Howard Chu writes:
Hallvard B Furuseth wrote:
(...) Though that's one thing which needs some documentation - how careful should one be with cn=config changes?
That seems like a pretty silly question. cn=config is so potentially dangerous that in OpenLDAP 2.3 we restricted it to only be usable by its rootDN. How careful should one be - you can never afford to be careless.
Well, yes, but it's not currently well enough documented to say that, unless the recommendation for now is to not try anything creative which isn't documented.
[Skipping the "OK, good" parts]
(...) OK, so the following is stuff to send in Gavin's direction... ;) (...)
Are changes atomic as seen by clients, i.e. they won't see the affected database or whatever in a temporary state when the config change is in progress? (Like I wondered with moving olcDbDirectory, for example.)
That's implicit to LDAP, doesn't bear further mention.
Yes, for two reasons. First, it would conform to the LDAP spec if a change to the cn=config LDAP data is atomic but the effect on slapd happens gradually. E.g. existing connections might be immune from a tightened olcIdleTimeout, olcTLSCipherSuite or BDB olcDbSearchStack.

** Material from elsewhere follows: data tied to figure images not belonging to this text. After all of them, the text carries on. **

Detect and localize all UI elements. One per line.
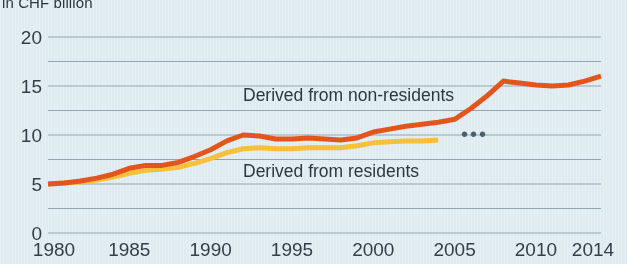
series-label-residents: Derived from residents	[243, 161, 419, 182]
y-tick-label: 20	[2, 28, 42, 47]
x-tick-label: 1985	[108, 240, 150, 259]
chart-container: in CHF billion 05101520 1980198519901995…	[0, 0, 627, 264]
x-tick-label: 1990	[190, 240, 232, 259]
y-tick-label: 10	[2, 126, 42, 145]
x-tick-label: 2000	[352, 240, 394, 259]
data-break-ellipsis-icon: •••	[461, 124, 488, 144]
series-label-non-residents: Derived from non-residents	[243, 85, 454, 106]
x-tick-label: 1995	[271, 240, 313, 259]
x-axis-tick-labels: 19801985199019952000200520102014	[0, 236, 627, 264]
x-tick-label: 2014	[572, 240, 614, 259]
plot-area	[0, 0, 627, 264]
gridlines	[48, 37, 601, 233]
x-tick-label: 2005	[433, 240, 475, 259]
y-tick-label: 15	[2, 77, 42, 96]
y-axis-tick-labels: 05101520	[0, 0, 42, 264]
x-tick-label: 1980	[33, 240, 75, 259]
y-tick-label: 5	[2, 175, 42, 194]
x-tick-label: 2010	[515, 240, 557, 259]
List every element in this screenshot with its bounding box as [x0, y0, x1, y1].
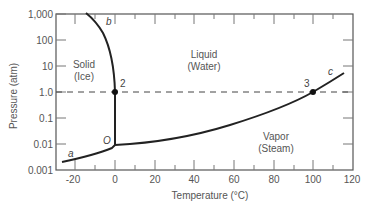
y-tick-label: 1,000 — [28, 9, 53, 20]
x-tick-label: 40 — [188, 174, 200, 185]
x-tick-label: 80 — [268, 174, 280, 185]
point-2-label: 2 — [120, 78, 126, 89]
x-tick-label: -20 — [66, 174, 81, 185]
curve-letter-b: b — [106, 16, 112, 27]
y-axis-title: Pressure (atm) — [8, 63, 19, 129]
y-tick-label: 10 — [42, 61, 54, 72]
region-vapor-sub: (Steam) — [258, 143, 294, 154]
triple-point-label: O — [103, 135, 111, 146]
region-liquid-label: Liquid — [191, 49, 218, 60]
x-tick-labels: -20 0 20 40 60 80 100 120 — [66, 174, 361, 185]
vaporization-curve — [115, 73, 344, 145]
y-tick-label: 1.0 — [39, 87, 53, 98]
x-tick-label: 60 — [228, 174, 240, 185]
y-tick-labels: 1,000 100 10 1.0 0.1 0.01 0.001 — [28, 9, 53, 176]
region-solid-label: Solid — [73, 59, 95, 70]
y-tick-label: 100 — [36, 35, 53, 46]
phase-diagram-chart: 1,000 100 10 1.0 0.1 0.01 0.001 -20 0 20… — [0, 0, 368, 209]
curve-letter-a: a — [68, 148, 74, 159]
region-liquid-sub: (Water) — [188, 61, 221, 72]
x-tick-label: 100 — [305, 174, 322, 185]
x-tick-label: 120 — [344, 174, 361, 185]
y-tick-label: 0.1 — [39, 113, 53, 124]
region-solid-sub: (Ice) — [74, 71, 94, 82]
y-tick-label: 0.01 — [34, 139, 54, 150]
x-tick-label: 0 — [112, 174, 118, 185]
x-tick-label: 20 — [149, 174, 161, 185]
x-axis-title: Temperature (°C) — [172, 190, 249, 201]
curve-letter-c: c — [328, 66, 333, 77]
point-2-marker — [112, 89, 118, 95]
point-3-label: 3 — [304, 78, 310, 89]
region-vapor-label: Vapor — [263, 131, 290, 142]
point-3-marker — [310, 89, 316, 95]
y-tick-label: 0.001 — [28, 165, 53, 176]
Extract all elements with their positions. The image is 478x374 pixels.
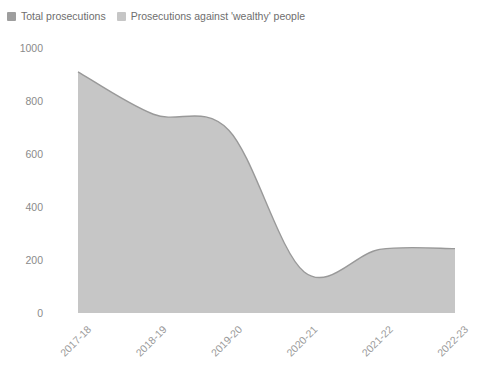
y-axis-tick-label: 0 [37,307,43,319]
plot-area: 02004006008001000 2017-182018-192019-202… [0,0,478,374]
x-axis-tick-label: 2018-19 [133,323,169,359]
y-axis-tick-label: 800 [25,95,43,107]
chart-container: Total prosecutions Prosecutions against … [0,0,478,374]
y-axis-tick-label: 1000 [20,42,44,54]
x-axis-tick-label: 2020-21 [284,323,320,359]
y-axis-tick-label: 400 [25,201,43,213]
y-axis-tick-label: 200 [25,254,43,266]
x-axis-tick-group: 2017-182018-192019-202020-212021-222022-… [58,323,471,359]
x-axis-tick-label: 2021-22 [359,323,395,359]
y-axis-tick-group: 02004006008001000 [20,42,44,319]
y-axis-tick-label: 600 [25,148,43,160]
area-series-group [78,72,455,313]
x-axis-tick-label: 2022-23 [435,323,471,359]
x-axis-tick-label: 2019-20 [208,323,244,359]
area-series-total-prosecutions [78,72,455,313]
x-axis-tick-label: 2017-18 [58,323,94,359]
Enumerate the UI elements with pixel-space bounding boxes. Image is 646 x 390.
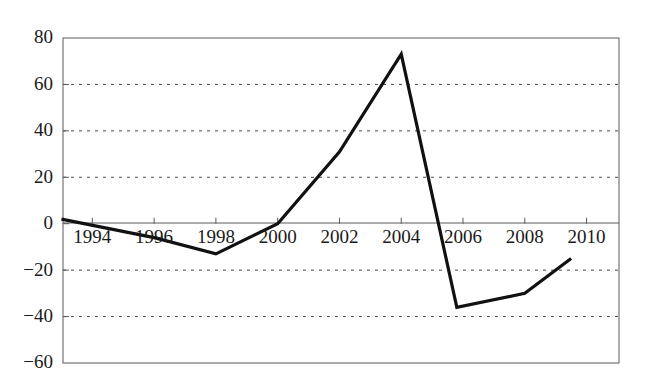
y-axis-label--60: −60 — [23, 351, 53, 372]
y-axis-label--20: −20 — [23, 259, 53, 280]
x-axis-label-2002: 2002 — [320, 226, 358, 247]
y-axis-label-40: 40 — [34, 119, 53, 140]
line-chart: 806040200−20−40−60 199419961998200020022… — [0, 0, 646, 390]
x-axis-label-1994: 1994 — [73, 226, 112, 247]
chart-background — [0, 0, 646, 390]
y-axis-label-80: 80 — [34, 26, 53, 47]
chart-container: 806040200−20−40−60 199419961998200020022… — [0, 0, 646, 390]
y-axis-label-20: 20 — [34, 166, 53, 187]
y-axis-label-0: 0 — [44, 212, 54, 233]
x-axis-label-2010: 2010 — [568, 226, 606, 247]
x-axis-label-2004: 2004 — [382, 226, 421, 247]
x-axis-label-2006: 2006 — [444, 226, 482, 247]
x-axis-tick-labels: 199419961998200020022004200620082010 — [73, 226, 605, 247]
y-axis-label--40: −40 — [23, 305, 53, 326]
x-axis-label-1996: 1996 — [135, 226, 173, 247]
x-axis-label-1998: 1998 — [197, 226, 235, 247]
x-axis-label-2000: 2000 — [259, 226, 297, 247]
x-axis-label-2008: 2008 — [506, 226, 544, 247]
y-axis-label-60: 60 — [34, 73, 53, 94]
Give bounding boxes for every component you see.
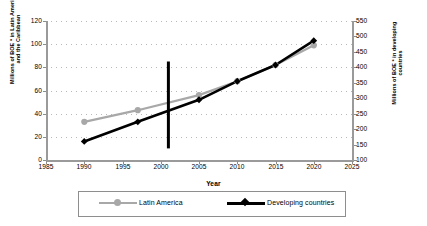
data-point-marker xyxy=(134,118,141,125)
series-line-1 xyxy=(84,41,313,142)
legend-label-developing-countries: Developing countries xyxy=(267,199,334,206)
legend-item-latin-america[interactable]: Latin America xyxy=(99,198,183,207)
legend-key-latin-america xyxy=(99,198,137,207)
chart-container: Millions of BOE * in Latin America and t… xyxy=(0,0,427,226)
data-point-marker xyxy=(81,138,88,145)
data-point-marker xyxy=(81,119,87,125)
chart-legend: Latin America Developing countries xyxy=(78,191,346,217)
legend-item-developing-countries[interactable]: Developing countries xyxy=(227,198,334,207)
circle-marker-icon xyxy=(114,199,121,206)
data-point-marker xyxy=(135,107,141,113)
diamond-marker-icon xyxy=(241,198,249,206)
legend-key-developing-countries xyxy=(227,198,265,207)
legend-label-latin-america: Latin America xyxy=(139,199,183,206)
series-line-0 xyxy=(84,45,313,122)
x-axis-title: Year xyxy=(0,180,427,187)
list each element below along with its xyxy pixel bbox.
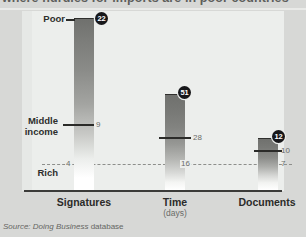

Second, OpenLDAP does break the LDAP spec on occation. Sometimes blatantly like with "userPassword: {hash method}...". Someitmes when interaction between various modules gets too hairy. And cn=config is just about the hairiest of all. It'd be unsurprising to see slapd need time to adjust to some changes it handles at run-time. (Changes due to restart are of course seen as atomic:-)
Do changes that succeed take effect immediately (unless otherwise stated)? (...)
The former doesn't bear mention, it is already advertised as such. (E.g. the Admin Guide: The LDAP configuration engine allows all of slapd's configuration options to be changed on the fly, generally without requiring a server restart for the changes to take effect.
That doesn't say "immediately", in particular as in "by the time the operation has returned success to the client". Like the change which started this thread, and my olcIdleTimeout example above.
Related, could use an indication of how "magical" cn=config changes are. Like my open/close database question, or modify olcLogFile to contain its current value after rotating the file to make it open and close that, etc. (Haven't tried. Point is, there are a _lot_ of things like that to try out, it'd be useful to have a general feel for how much to expect.)
I guess someone will have to walk thru them all and try them out.
And check the code, in case something works just accidentally or only in cases when it's easy for slapd to do (again like the change which started this thread).
The intent for cn=config was for everything to Just Work, so we should only need to document where limitations exist. (E.g., olcIndexSubstr*)
That's great. And that's the statement I was asking for this time, instead of the details of each individual attribute. Follow it with the advice (above) not to try anything unless documented, and together they'll give a good feel for how to use back-config.
Perhaps the doc should mark[*] all attrs for which it Just Works, or for which it doesn't always Just Work.